So I was given a few words as a prompt for a short story. This is the story that was build from that. Hope you enjoy it.
Words:
Love
Knife
Battle
Pain
Sunlight
Dya shifted the bag slung over her shoulder, as she squinted through the
sunlight at the ground. Stepping carefully, she managed to get past the mud
without too much trouble.
She kept her eyes on the ground though. If she didn’t, she would see It.
She felt a hand on her shoulders, and glanced up. Hal was watching her,
his brown eyes gentle.
“You okay?” he asked cautiously. He had every right to be cautious after
he almost received a knife to the face.
When she had awoken following the battle, he’d been there. And he’d been
the one to tell her that her brother was dead.
She hadn’t meant to throw the knife. It had left her before she realised
what she was doing. Then she’d cried. A lot. She’d scared him. She knew that
well enough. All she could think at the time was that her brother, that she had
loved so much, was gone. And it hurt. It really did. It still did. But she
couldn’t let that stop her.
She was here to do her job. To save the lives that were still able to be
saved. To save other people’s brothers.
She sent him a nod.
She turned back. She raised her eyes to look. She wished she hadn’t.
It wasn’t the sight of the other healers rushing back and forward. Or
even the broken standard lying on the ground.
It was the bodies.
So many bodies. None were alike. They ranged from very young, barely
more than children, to old. It wasn’t surprising. Death doesn’t differentiate.
And the blood. It had mostly soaked into the ground and dried now. It
was still visible though.
Dya felt sick. She could barely stand to think of her beloved brother
falling alongside all these others. What had it been like, she wondered? Had he
died quickly or slowly? How many of his friends would he have seen die? How
much of the battle had he seen, before his death?
She shook those thoughts out of her head. They would do no good to
anyone. They certainly wouldn’t help her grief. And they certainly wouldn’t
help any of the wounded.
She scanned the battlefield.
Her eyes were drawn to an old man, maybe sixty, lying facedown in the
mud. She didn’t what drew her to him, as he wasn’t moving, but she was drawn.
She knelt by his side, and sighed in relief as she spotted his chest
moving. Up and down. Up and down.
She placed her bag down and opened it, pulling out bandages and various
other medical implements.
“Hello?” she asked gently.
He didn’t answer.
“I’m just going to give you a quick check, that alright?” she said. She
remembered what her teacher had told her about unconscious people. To keep talking
to them.
So she did.
Later she found out that he was a grandfather. And the sight of the
joyful reunion between the man and his family, made her own pain feel better.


#### WHAT YOU HAVE TO DO:
Return the lines of the data below in which the string "marker" occurs.

[Items from a figure collection]
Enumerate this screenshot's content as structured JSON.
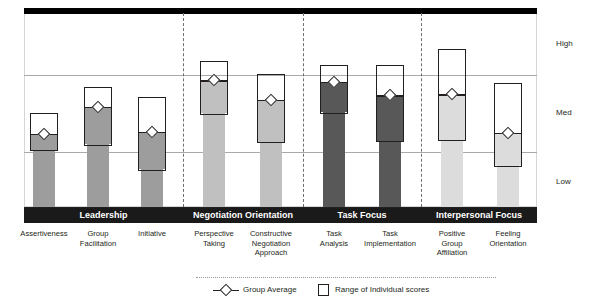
{
  "chart_data": {
    "type": "bar",
    "title": "",
    "xlabel": "",
    "ylabel": "",
    "grid": true,
    "legend_position": "bottom",
    "axis": {
      "tick_labels": [
        "High",
        "Med",
        "Low"
      ],
      "band_high": "High",
      "band_med": "Med",
      "band_low": "Low",
      "ylim": [
        0,
        3
      ]
    },
    "groups": [
      {
        "name": "Leadership",
        "color": "#9d9d9d",
        "categories": [
          "Assertiveness",
          "Group Facilitation",
          "Initiative"
        ]
      },
      {
        "name": "Negotiation Orientation",
        "color": "#c0c0c0",
        "categories": [
          "Perspective Taking",
          "Constructive Negotiation Approach"
        ]
      },
      {
        "name": "Task Focus",
        "color": "#585858",
        "categories": [
          "Task Analysis",
          "Task Implementation"
        ]
      },
      {
        "name": "Interpersonal Focus",
        "color": "#dcdcdc",
        "categories": [
          "Positive Group Affiliation",
          "Feeling Orientation"
        ]
      }
    ],
    "categories": [
      "Assertiveness",
      "Group Facilitation",
      "Initiative",
      "Perspective Taking",
      "Constructive Negotiation Approach",
      "Task Analysis",
      "Task Implementation",
      "Positive Group Affiliation",
      "Feeling Orientation"
    ],
    "series": [
      {
        "name": "Range of Individual scores",
        "description": "low-to-high box of individual scores per competency",
        "range_low": [
          0.86,
          0.95,
          0.56,
          1.43,
          0.99,
          1.44,
          1.0,
          1.02,
          0.62
        ],
        "range_high": [
          1.45,
          1.86,
          1.7,
          2.26,
          2.05,
          2.2,
          2.2,
          2.45,
          1.92
        ]
      },
      {
        "name": "Group Average",
        "description": "diamond marker at group mean",
        "values": [
          1.13,
          1.55,
          1.16,
          1.96,
          1.66,
          1.94,
          1.73,
          1.74,
          1.15
        ]
      }
    ],
    "labels": [
      [
        "Assertiveness"
      ],
      [
        "Group",
        "Facilitation"
      ],
      [
        "Initiative"
      ],
      [
        "Perspective",
        "Taking"
      ],
      [
        "Constructive",
        "Negotiation",
        "Approach"
      ],
      [
        "Task",
        "Analysis"
      ],
      [
        "Task",
        "Implementation"
      ],
      [
        "Positive",
        "Group",
        "Affiliation"
      ],
      [
        "Feeling",
        "Orientation"
      ]
    ]
  },
  "legend": {
    "average_label": "Group Average",
    "range_label": "Range of Individual scores"
  },
  "colors": {
    "leadership": "#9d9d9d",
    "negotiation": "#c0c0c0",
    "task": "#585858",
    "interpersonal": "#dcdcdc",
    "outline": "#231f20",
    "strip": "#1a1a1a",
    "gridline": "#a9a9a9"
  }
}
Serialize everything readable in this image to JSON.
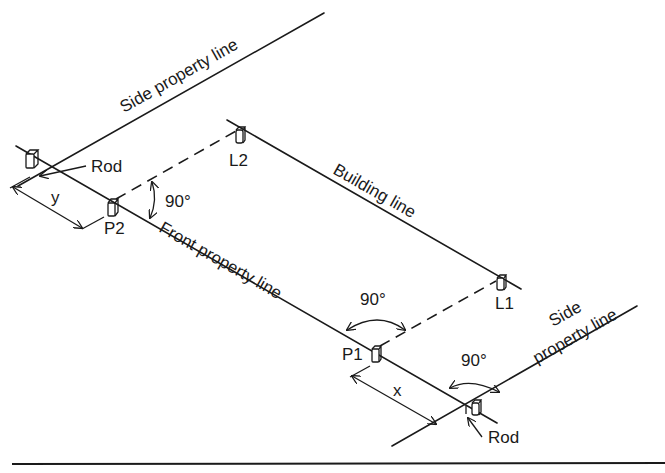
{
  "diagram": {
    "labels": {
      "side_property_line_top": "Side property line",
      "side_property_line_bottom_1": "Side",
      "side_property_line_bottom_2": "property line",
      "front_property_line": "Front property line",
      "building_line": "Building line",
      "rod_top": "Rod",
      "rod_bottom": "Rod",
      "stake_L1": "L1",
      "stake_L2": "L2",
      "stake_P1": "P1",
      "stake_P2": "P2",
      "dim_y": "y",
      "dim_x": "x",
      "angle_P2": "90°",
      "angle_P1": "90°",
      "angle_rod": "90°"
    },
    "colors": {
      "ink": "#1a1a1a",
      "background": "#ffffff"
    }
  }
}
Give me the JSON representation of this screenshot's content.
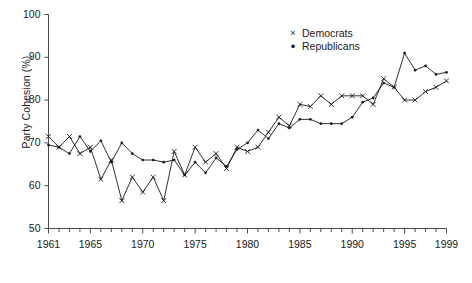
{
  "chart_data": {
    "type": "line",
    "title": "",
    "xlabel": "",
    "ylabel": "Party Cohesion (%)",
    "xlim": [
      1961,
      1999
    ],
    "ylim": [
      50,
      100
    ],
    "yticks": [
      50,
      60,
      70,
      80,
      90,
      100
    ],
    "xticks": [
      1961,
      1965,
      1970,
      1975,
      1980,
      1985,
      1990,
      1995,
      1999
    ],
    "xtick_labels": [
      "1961",
      "1965",
      "1970",
      "1975",
      "1980",
      "1985",
      "1990",
      "1995",
      "1999"
    ],
    "ytick_labels": [
      "50",
      "60",
      "70",
      "80",
      "90",
      "100"
    ],
    "minor_xticks_every": 1,
    "grid": false,
    "legend_position": "top-right",
    "x": [
      1961,
      1962,
      1963,
      1964,
      1965,
      1966,
      1967,
      1968,
      1969,
      1970,
      1971,
      1972,
      1973,
      1974,
      1975,
      1976,
      1977,
      1978,
      1979,
      1980,
      1981,
      1982,
      1983,
      1984,
      1985,
      1986,
      1987,
      1988,
      1989,
      1990,
      1991,
      1992,
      1993,
      1994,
      1995,
      1996,
      1997,
      1998,
      1999
    ],
    "series": [
      {
        "name": "Democrats",
        "marker": "x",
        "color": "#1a1a1a",
        "values": [
          71.5,
          69.0,
          71.5,
          67.5,
          69.0,
          61.5,
          66.0,
          56.5,
          62.0,
          58.5,
          62.0,
          56.5,
          68.0,
          62.5,
          69.0,
          65.5,
          67.5,
          64.0,
          69.0,
          68.0,
          69.0,
          72.5,
          76.0,
          74.0,
          79.0,
          78.5,
          81.0,
          79.0,
          81.0,
          81.0,
          81.0,
          79.0,
          85.0,
          83.0,
          80.0,
          80.0,
          82.0,
          83.0,
          84.5
        ]
      },
      {
        "name": "Republicans",
        "marker": "dot",
        "color": "#1a1a1a",
        "values": [
          69.5,
          69.0,
          67.5,
          71.5,
          68.0,
          70.5,
          65.5,
          70.0,
          67.5,
          66.0,
          66.0,
          65.5,
          66.0,
          62.5,
          65.5,
          63.0,
          66.5,
          64.5,
          68.5,
          70.0,
          73.0,
          71.0,
          74.5,
          73.5,
          75.5,
          75.5,
          74.5,
          74.5,
          74.5,
          76.0,
          79.5,
          80.5,
          84.0,
          83.0,
          91.0,
          87.0,
          88.0,
          86.0,
          86.5
        ]
      }
    ]
  },
  "legend": {
    "items": [
      {
        "marker": "×",
        "label": "Democrats"
      },
      {
        "marker": "•",
        "label": "Republicans"
      }
    ]
  },
  "caption": {
    "text": ""
  }
}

#### RESULT BELOW:
        "description": "diamond marker at group mean",
        "marker": "x",
        "marker": "dot",
        "marker": "×",
        "marker": "•",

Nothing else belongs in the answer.